Data all too often is used to make decisions rather than influence decisions. And, as more data becomes available to us, we consume it like nacho chips covered with intellectual cheese and jalapeños.

Data Is a Great Storyteller, But Sometimes It Skips a Few Chapters

A few years ago, we had client who had a very simple goal—to be rated the No. 1 health plan in America. Reams of data and research gave us plenty of logical and linear ammunition to help move them up one place to the coveted No. 1 ranking. Logical insights as well as emotional insights pertaining to people’s use of and relationships with their health plans. It was all good and useful information, but there was no consideration for context.

Turns out that during the same period we were concepting, the health care debate was raging and it was an election year.

The health care debate was arguably the most polarizing debate of the last decade. No matter what your position, half the people would vilify and castigate you.

Our client was in the health care business. Not a good place to be. That anger and frustration with the whole category was not captured in any data mining exercise. To add to the frustration, we were planning a rebrand in an election year, and everyone is pissed off at advertising during an election year.
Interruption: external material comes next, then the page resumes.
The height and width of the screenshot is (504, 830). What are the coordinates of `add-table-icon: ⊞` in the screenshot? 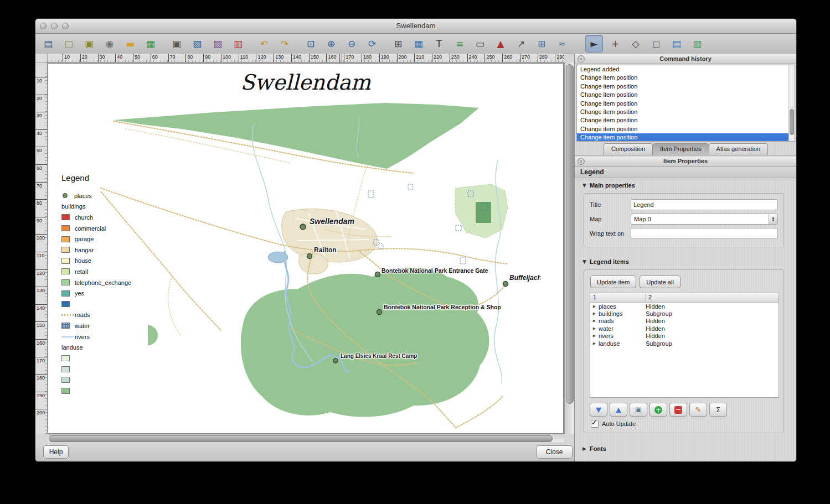 It's located at (542, 44).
So, we took a totally different tact. We admitted two realities. No one wants ever to think about their health plan, and we are not so self-important to assume that you should.

And, while health plans are not simple, they sure can be simpler.
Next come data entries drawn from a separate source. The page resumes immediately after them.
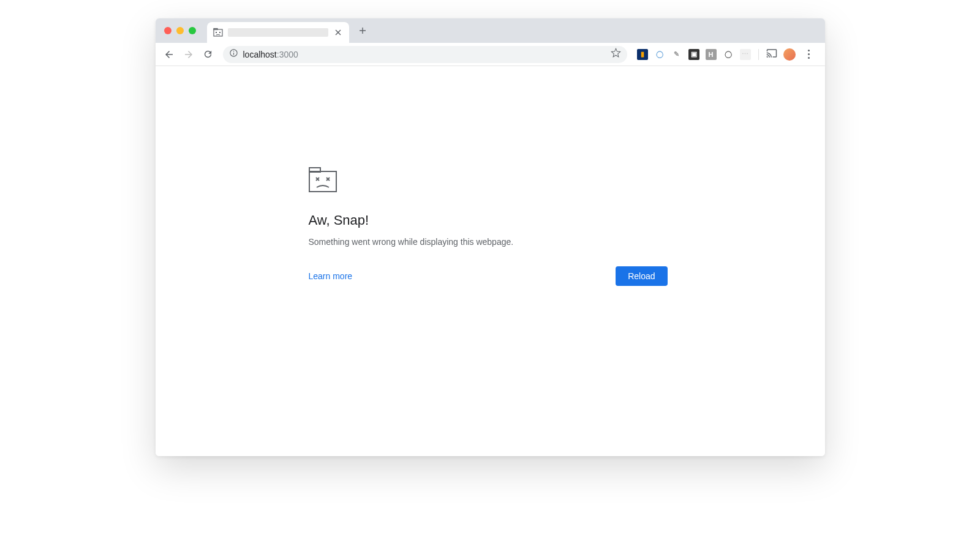 The height and width of the screenshot is (551, 980). Describe the element at coordinates (425, 54) in the screenshot. I see `address-bar: localhost:3000` at that location.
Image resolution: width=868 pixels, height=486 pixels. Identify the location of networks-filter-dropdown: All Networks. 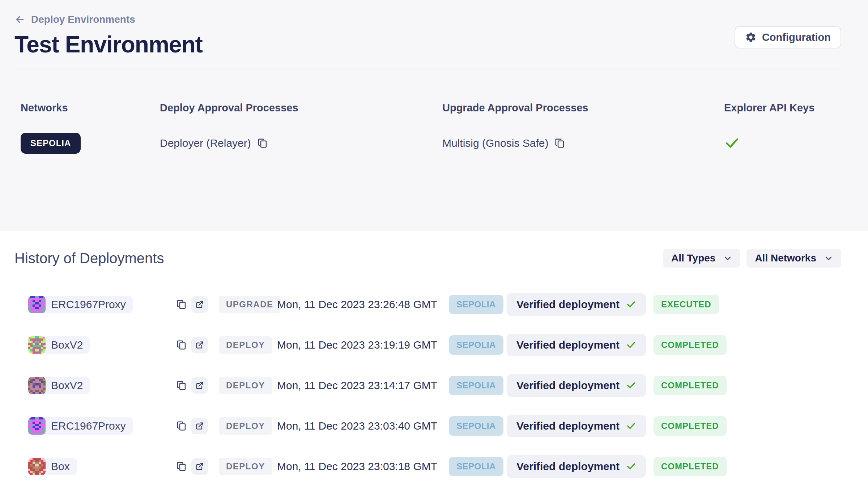
(794, 258).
In short, we admitted that health care is dauntingly complicated. But, we are working to make it less so. Because Simple Makes Us All Feel Better. Not the kind of blunt honesty you hear in an election year. And that’s what made us excited about the opportunities this approach presented.
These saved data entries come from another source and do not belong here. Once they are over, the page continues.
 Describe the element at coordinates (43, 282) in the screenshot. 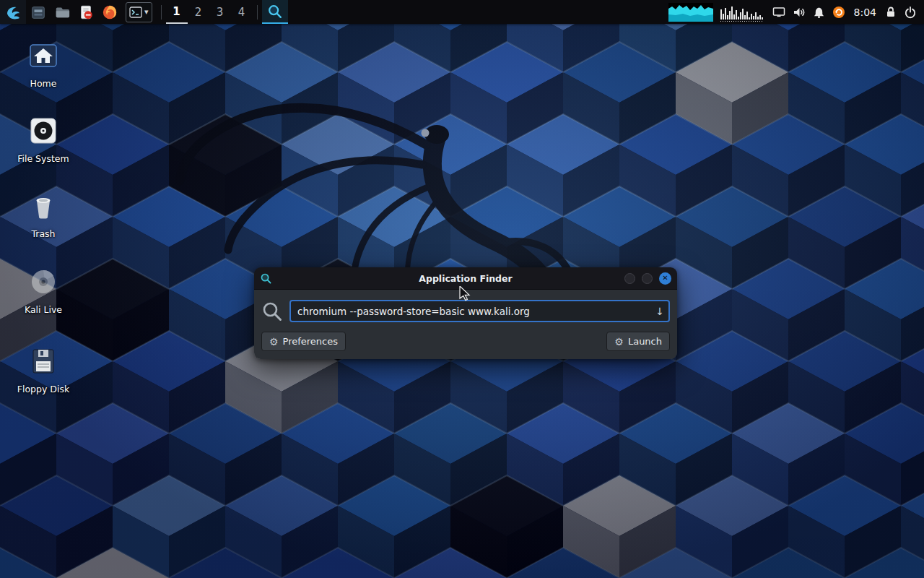

I see `cdrom-disc-icon` at that location.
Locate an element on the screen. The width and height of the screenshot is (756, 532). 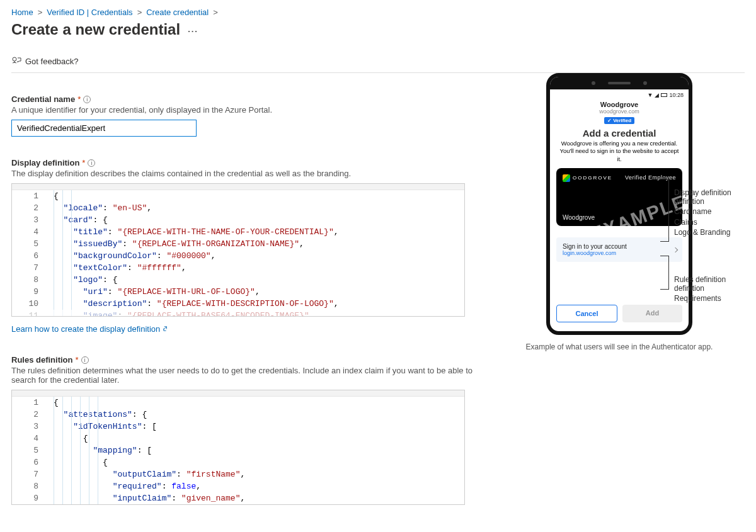
chevron-right-icon is located at coordinates (675, 249).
The company was named the top ranked health plan in America some months later.

Data Is Overinflated

Data is awesome. And everyone is using it. In fact, the Cleveland Browns just hired a renowned data geek, a baseball sabermetrician to run their football operation.

I’m of a mind that you simply can’t manage a game played by humans or manage an agency populated by humans by unilaterally embracing data. There is a feel and art to this craft, for it is a craft of instinct.

And sometimes you can’t validate instinct. You just have to go with it.

A great manager or coach, like a great CMO, takes all the information available, including his or her own personal experiences and feel for the game or situation, and makes a snap decision at game speed. And, he or she makes that decision with confidence and without hesitation, because if you hesitate opportunity may pass you by.

I have always lived by the creed that it is better to make a bad decision than no decision. Study data, share data, embrace data but don’t sit still with data. Move. And when the data says one thing but your gut says another, take a minute and let data and gut talk it out. Magic happens when that conversation takes place.

For the Record, Gut Is Data

In addition to leading our company, I am also a high school basketball coach. I look at film, study tendencies, prepare for what other teams will try to do. But, in the flow of a game, my players have to play with instinct and feel, and make snap decisions. I do my best to prepare them with data, while demanding they play with instinct. And I tell them to play fast and make the game faster.

I preach to all my basketball players the same thing I preach to my folks here at the agency—everyone makes mistakes. Just make them quickly and don’t make them again.

The embracing of data is the attempt to mitigate risk. I like that. But when you start to believe data can eliminate risk, bad things can happen. Greatness rarely happens without risk.

So, as 2016 begins in earnest and opportunities/challenges present themselves, stop yearning to be skinny. Remind yourself of what it feels like to make a decision because you know in your gut it is the right thing to do.

Painting by numbers is for the lazy. Decision making by the numbers is no less so.